ANIMAL WELFARE AFTER COVID

Farm chickens

ANIMAL WELFARE AFTER COVID

Things may have to get better

Published: 3 August 2020

Author: EJ Milner-Gulland

 

Share this article

Several of the earliest reported cases of COVID-19 were linked to a wet market in Wuhan, China, which sold a range of fresh food produce, including wildlife. E.J. Milner-Gulland considers the future in light of this.

Although there is not enough evidence yet to say how COVID-19 jumped from its original host to humans, there have been previous examples of viruses originating in wild animals causing disease epidemics in people.

Historically, over two-thirds of zoonotic viruses (viruses transmitted between animals and humans) have originated in wild animals, most frequently rodents, bats and primates. The transmission of zoonotic diseases primarily occurs when there is close contact between humans and animals.

In the case of Wuhan, there is a well-publicised theory of transmission involving bats via pangolins to humans, yet this remains unproven. Distressing images of pangolins, often in cages, were however quickly beamed around the internet at the start of the pandemic. Widespread anger among wildlife conservation and animal welfare groups erupted, sometimes followed by calls for a complete ban on wildlife trading and the markets where it takes place.

Unfortunately it’s not so simple and I’ve spent most of 2020 so far trying to untangle many knots of misunderstanding around these issues.

The first thing to say is that ‘wild’ and ‘domestic’ animals don’t separate as clearly as people think they do. Nearly half of all the infectious zoonotic diseases that have emerged in humans since 1940 have come directly from domestic livestock, even if they originated in wild animals.

That puts the spotlight on our own, heavily industrialised livestock and land use practices.

The danger is that in calling for a blanket ban on wild meat and wildlife trade, we might reap unintended consequences, either driving legitimate trade underground or accelerating land clearances for domestic livestock that destroy biodiversity.

Following the 2013-2016 Ebola outbreak, a universal ban on wild meat markets was imposed across West Africa. It pushed many wild meat markets underground, rendering regulation more complex and worsening food hygiene conditions, a key driver of disease spread. Past attempts to limit wild meat sales in Equatorial Guinea were only transiently effective. The hunting ban was not enforced but the shock to supply led to a sharp increase in wild meat hunting compared to hunting rates prior to the ban – not dissimilar to western consumers stockpiling toilet paper at the start of the pandemic.

Researchers estimate that if livestock such as cattle were to replace wild meat as a source of food in the Congo Basin, 25 million hectares of forest would be converted to pastureland. The net risk then of a new pandemic might rise, not fall. This is why we need to proceed with evidence while not losing sight of human rights and customary practices in places where wildlife hunting might actually be sustainable while intensive animal husbandry is not.

Understanding the root causes of zoonotic diseases and how they transmit to humans is one vital line of inquiry, but I would prefer to cast the net much, much further and call for a wholesale rebalancing of our relationship to nature.

As such, I hope that the future beyond COVID-19 brings many reforms. We need to clamp down on illegal and high-stress use of animals whether wild or domestic. We need to support well- regulated, cruelty-free trade in wildlife based on evidence that a particular
trade is helping to protect wildlife and their habitats against threats whilst meeting livelihoods and food security needs. We need to limit the destruction of natural habitats and restore nature and we need to better manage industrial agriculture, preventing future disease outbreaks in humans and livestock by addressing animal welfare, pollution of the land and watercourses, and antibiotic resistance. It’s a tall order but there are no alternatives. We have to try harder.

E.J. Milner-Gulland (New College, 1985) is Tasso Leventis Professor of Biodiversity in Oxford’s Department of Zoology. She co-founded the Saiga Conservation Alliance in 2006 and was made an official fellow of Parks College in 2019. She is Director of Oxford’s Interdisciplinary Centre for Conservation Science.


> WHAT IS NEEDED
Which lines in the records below contain the word "pixels"? Copy each one out.

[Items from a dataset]
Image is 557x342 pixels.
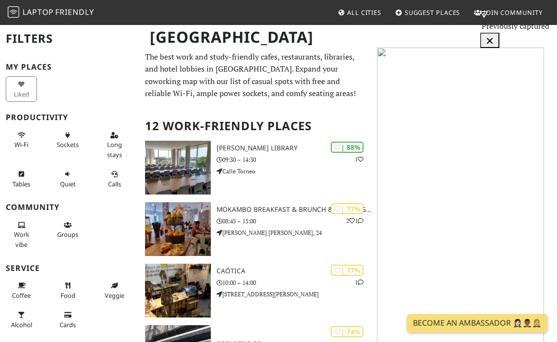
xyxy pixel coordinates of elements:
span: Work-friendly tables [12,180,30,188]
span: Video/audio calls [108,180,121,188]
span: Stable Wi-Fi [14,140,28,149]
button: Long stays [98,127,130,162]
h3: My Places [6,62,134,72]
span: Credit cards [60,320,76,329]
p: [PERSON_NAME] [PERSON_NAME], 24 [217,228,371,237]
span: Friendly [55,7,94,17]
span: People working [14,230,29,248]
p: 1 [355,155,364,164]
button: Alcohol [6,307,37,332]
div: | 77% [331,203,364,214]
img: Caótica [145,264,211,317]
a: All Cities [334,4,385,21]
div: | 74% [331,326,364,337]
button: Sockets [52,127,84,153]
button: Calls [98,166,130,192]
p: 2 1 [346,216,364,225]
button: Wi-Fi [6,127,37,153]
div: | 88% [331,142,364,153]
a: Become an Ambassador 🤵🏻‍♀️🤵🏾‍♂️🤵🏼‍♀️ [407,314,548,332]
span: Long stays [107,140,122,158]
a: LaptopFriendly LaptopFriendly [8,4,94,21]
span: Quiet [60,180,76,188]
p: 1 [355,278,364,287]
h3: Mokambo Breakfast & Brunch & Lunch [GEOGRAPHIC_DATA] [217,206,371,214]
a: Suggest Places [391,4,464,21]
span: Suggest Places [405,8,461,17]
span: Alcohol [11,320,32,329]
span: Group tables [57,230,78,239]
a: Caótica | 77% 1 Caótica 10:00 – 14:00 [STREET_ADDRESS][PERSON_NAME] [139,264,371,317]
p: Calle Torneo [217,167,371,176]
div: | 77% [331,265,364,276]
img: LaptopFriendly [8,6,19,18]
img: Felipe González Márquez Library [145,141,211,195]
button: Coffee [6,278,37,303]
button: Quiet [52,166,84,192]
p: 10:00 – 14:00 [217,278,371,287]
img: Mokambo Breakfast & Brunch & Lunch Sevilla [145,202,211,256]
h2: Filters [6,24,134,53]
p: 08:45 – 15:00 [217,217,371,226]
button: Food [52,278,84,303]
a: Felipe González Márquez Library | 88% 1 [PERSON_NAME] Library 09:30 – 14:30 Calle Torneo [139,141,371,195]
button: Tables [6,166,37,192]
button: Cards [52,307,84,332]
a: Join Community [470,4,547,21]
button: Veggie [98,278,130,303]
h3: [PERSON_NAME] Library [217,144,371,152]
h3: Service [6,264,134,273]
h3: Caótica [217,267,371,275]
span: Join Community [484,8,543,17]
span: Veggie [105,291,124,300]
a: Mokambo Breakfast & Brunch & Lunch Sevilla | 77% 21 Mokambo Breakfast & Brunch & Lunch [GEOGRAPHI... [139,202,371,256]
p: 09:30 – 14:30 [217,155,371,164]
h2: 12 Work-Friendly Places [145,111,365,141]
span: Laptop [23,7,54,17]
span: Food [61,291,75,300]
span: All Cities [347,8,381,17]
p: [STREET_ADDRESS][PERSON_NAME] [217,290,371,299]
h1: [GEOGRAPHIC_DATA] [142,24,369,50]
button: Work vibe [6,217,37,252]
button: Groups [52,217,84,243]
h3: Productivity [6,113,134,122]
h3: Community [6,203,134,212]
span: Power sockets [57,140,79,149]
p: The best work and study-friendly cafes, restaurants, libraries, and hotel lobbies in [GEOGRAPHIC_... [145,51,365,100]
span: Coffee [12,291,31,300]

---

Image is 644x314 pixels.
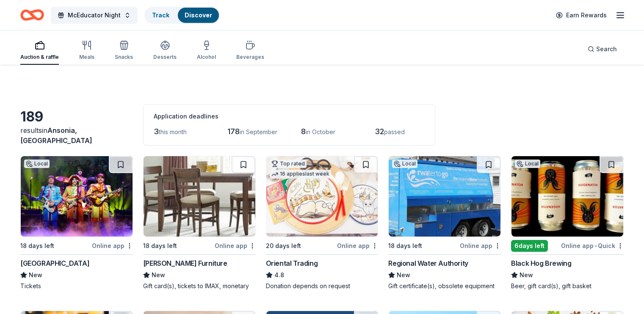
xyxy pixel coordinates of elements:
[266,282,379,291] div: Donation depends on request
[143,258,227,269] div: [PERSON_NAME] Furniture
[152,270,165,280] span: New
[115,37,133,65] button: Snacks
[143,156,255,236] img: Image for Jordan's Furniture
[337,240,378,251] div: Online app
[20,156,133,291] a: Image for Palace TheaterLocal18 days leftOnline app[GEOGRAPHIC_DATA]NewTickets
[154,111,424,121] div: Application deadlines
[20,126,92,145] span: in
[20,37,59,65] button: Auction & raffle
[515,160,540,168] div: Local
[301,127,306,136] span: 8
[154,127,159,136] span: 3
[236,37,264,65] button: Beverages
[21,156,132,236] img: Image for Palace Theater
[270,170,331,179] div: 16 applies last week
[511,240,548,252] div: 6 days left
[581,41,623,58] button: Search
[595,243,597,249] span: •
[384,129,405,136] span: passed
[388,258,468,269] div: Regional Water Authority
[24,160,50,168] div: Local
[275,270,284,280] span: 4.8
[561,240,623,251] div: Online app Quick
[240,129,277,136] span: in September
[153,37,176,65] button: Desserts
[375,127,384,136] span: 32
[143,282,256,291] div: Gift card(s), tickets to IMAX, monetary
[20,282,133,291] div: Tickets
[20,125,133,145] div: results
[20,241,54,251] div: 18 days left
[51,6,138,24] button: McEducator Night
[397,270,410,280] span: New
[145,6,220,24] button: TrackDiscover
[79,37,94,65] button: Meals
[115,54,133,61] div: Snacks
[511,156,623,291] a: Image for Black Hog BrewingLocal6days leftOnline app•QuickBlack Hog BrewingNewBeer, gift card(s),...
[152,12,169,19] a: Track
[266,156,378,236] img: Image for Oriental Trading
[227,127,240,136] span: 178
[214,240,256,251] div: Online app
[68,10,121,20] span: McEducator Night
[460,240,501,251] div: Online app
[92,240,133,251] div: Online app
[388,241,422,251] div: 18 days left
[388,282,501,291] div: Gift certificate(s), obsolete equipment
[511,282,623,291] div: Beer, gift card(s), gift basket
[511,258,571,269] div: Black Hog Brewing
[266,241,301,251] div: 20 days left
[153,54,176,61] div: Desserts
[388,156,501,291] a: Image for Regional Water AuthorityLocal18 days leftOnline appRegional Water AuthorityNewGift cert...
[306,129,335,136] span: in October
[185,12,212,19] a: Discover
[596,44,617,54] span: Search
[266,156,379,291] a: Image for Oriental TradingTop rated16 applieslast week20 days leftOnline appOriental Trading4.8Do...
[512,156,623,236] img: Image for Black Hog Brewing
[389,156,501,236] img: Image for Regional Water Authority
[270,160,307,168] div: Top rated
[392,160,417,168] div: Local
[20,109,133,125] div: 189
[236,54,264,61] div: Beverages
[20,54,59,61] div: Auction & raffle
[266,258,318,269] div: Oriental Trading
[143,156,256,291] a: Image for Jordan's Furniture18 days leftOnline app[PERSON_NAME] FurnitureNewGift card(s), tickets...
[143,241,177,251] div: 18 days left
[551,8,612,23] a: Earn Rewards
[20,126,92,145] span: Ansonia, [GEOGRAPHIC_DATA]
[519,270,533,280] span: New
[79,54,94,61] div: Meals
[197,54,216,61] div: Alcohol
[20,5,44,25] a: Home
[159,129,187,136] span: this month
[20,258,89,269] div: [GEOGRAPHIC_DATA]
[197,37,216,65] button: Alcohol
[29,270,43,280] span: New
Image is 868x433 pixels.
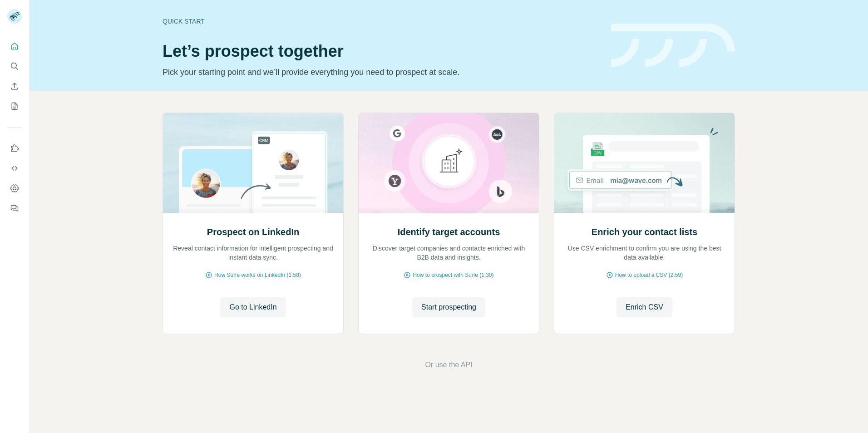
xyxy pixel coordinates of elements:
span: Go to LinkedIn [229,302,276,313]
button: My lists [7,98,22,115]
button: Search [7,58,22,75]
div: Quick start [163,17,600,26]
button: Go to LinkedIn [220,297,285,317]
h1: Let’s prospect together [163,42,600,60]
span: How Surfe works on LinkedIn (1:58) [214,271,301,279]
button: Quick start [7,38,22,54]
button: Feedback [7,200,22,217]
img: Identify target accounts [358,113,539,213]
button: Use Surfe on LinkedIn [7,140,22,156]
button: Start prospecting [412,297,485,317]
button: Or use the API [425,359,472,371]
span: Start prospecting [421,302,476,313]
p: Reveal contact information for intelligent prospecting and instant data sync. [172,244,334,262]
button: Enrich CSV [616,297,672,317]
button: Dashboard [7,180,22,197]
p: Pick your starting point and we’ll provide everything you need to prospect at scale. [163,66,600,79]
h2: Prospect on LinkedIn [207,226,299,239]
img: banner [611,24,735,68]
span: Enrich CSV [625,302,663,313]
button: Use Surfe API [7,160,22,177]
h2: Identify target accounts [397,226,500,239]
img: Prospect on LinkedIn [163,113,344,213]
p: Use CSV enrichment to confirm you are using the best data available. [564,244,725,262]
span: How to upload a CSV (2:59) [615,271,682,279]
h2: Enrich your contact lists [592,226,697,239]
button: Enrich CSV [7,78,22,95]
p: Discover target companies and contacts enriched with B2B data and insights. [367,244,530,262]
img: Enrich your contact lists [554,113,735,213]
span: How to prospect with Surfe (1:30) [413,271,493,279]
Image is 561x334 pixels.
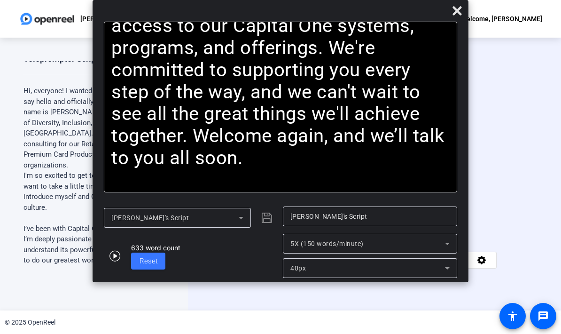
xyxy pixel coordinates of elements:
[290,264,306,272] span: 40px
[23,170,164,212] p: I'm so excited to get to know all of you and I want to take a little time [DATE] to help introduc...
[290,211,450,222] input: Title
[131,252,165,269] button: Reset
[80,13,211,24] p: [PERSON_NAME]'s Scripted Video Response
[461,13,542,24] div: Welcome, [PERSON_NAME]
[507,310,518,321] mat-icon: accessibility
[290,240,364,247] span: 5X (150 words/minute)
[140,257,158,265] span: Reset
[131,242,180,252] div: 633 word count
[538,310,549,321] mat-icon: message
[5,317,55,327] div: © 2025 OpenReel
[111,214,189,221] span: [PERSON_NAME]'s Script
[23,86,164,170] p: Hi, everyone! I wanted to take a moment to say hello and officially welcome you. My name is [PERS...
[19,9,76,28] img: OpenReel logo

* * *

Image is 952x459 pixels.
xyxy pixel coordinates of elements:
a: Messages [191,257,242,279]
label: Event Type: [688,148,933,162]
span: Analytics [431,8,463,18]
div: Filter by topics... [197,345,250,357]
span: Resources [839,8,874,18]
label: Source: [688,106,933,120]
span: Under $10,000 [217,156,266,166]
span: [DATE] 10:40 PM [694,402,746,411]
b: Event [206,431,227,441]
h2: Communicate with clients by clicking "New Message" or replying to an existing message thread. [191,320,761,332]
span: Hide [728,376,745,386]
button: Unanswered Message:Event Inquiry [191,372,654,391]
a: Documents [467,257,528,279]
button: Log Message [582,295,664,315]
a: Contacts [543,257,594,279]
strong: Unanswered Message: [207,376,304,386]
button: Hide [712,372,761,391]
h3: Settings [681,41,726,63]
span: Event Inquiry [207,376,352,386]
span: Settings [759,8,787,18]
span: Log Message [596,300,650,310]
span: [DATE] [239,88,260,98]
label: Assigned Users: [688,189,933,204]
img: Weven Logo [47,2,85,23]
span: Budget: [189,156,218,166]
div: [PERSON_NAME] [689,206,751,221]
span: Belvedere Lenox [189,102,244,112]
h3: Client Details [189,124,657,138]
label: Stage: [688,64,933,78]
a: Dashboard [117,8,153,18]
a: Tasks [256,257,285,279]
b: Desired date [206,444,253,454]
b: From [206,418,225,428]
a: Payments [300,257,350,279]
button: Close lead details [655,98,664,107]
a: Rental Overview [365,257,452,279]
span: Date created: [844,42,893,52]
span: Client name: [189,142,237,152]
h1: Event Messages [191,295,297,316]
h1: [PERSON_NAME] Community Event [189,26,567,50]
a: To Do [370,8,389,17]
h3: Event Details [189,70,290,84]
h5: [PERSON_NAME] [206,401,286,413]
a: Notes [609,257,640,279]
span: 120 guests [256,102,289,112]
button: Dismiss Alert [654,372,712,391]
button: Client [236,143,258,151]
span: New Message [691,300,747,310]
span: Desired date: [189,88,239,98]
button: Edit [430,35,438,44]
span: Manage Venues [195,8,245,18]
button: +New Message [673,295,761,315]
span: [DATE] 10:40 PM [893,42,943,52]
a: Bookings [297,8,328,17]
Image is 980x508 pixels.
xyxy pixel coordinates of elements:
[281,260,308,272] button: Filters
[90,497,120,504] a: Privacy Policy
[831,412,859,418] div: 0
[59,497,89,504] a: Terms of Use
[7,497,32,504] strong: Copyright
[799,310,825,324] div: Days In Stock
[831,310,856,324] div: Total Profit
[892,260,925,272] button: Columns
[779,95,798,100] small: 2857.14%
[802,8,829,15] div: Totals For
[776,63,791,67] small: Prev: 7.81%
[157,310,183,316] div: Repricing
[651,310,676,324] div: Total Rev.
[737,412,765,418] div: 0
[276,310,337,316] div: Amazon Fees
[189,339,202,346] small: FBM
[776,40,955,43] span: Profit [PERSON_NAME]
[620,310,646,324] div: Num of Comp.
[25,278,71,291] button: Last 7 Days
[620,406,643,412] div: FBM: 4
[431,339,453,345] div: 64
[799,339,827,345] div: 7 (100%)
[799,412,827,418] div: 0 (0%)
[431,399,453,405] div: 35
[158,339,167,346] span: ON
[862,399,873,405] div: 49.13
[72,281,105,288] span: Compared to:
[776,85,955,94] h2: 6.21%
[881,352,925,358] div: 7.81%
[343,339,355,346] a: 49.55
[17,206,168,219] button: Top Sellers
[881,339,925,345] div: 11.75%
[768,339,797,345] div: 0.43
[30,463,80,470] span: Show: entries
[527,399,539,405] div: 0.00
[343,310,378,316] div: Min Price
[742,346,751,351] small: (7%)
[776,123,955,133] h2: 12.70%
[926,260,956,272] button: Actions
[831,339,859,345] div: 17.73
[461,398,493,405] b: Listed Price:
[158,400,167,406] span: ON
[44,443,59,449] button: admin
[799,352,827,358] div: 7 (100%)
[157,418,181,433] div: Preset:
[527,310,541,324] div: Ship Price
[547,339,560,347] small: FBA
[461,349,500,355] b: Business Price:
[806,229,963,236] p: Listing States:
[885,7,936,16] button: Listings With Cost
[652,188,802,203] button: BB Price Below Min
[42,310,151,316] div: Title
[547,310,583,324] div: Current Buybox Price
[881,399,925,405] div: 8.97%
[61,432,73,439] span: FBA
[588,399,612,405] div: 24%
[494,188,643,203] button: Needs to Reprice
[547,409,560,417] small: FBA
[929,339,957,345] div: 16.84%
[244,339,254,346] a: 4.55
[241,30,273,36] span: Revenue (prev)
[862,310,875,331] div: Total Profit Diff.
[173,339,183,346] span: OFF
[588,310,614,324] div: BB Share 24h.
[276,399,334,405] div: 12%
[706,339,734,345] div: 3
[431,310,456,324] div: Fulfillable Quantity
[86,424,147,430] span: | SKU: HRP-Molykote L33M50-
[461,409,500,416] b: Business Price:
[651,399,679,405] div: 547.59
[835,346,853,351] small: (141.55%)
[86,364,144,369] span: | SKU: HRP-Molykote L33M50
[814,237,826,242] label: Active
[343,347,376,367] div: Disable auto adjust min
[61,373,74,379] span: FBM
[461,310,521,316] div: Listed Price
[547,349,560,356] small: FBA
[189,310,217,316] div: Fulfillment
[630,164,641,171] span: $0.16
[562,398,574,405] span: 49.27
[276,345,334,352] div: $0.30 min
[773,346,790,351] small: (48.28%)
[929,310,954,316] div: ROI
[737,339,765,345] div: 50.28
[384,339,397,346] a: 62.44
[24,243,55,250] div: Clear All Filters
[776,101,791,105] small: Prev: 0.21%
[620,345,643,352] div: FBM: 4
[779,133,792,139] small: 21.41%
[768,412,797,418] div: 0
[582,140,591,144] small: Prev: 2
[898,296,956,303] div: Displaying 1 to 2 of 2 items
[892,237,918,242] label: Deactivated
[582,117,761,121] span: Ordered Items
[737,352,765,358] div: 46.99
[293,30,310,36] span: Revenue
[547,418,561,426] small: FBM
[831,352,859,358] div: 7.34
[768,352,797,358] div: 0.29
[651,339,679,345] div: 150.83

> REPLY
Image is 557x342 pixels.
Image is 644x314 pixels.
Image is 868x433 pixels.
Image is 561x334 pixels.
Image is 952x459 pixels.
Image is 980x508 pixels.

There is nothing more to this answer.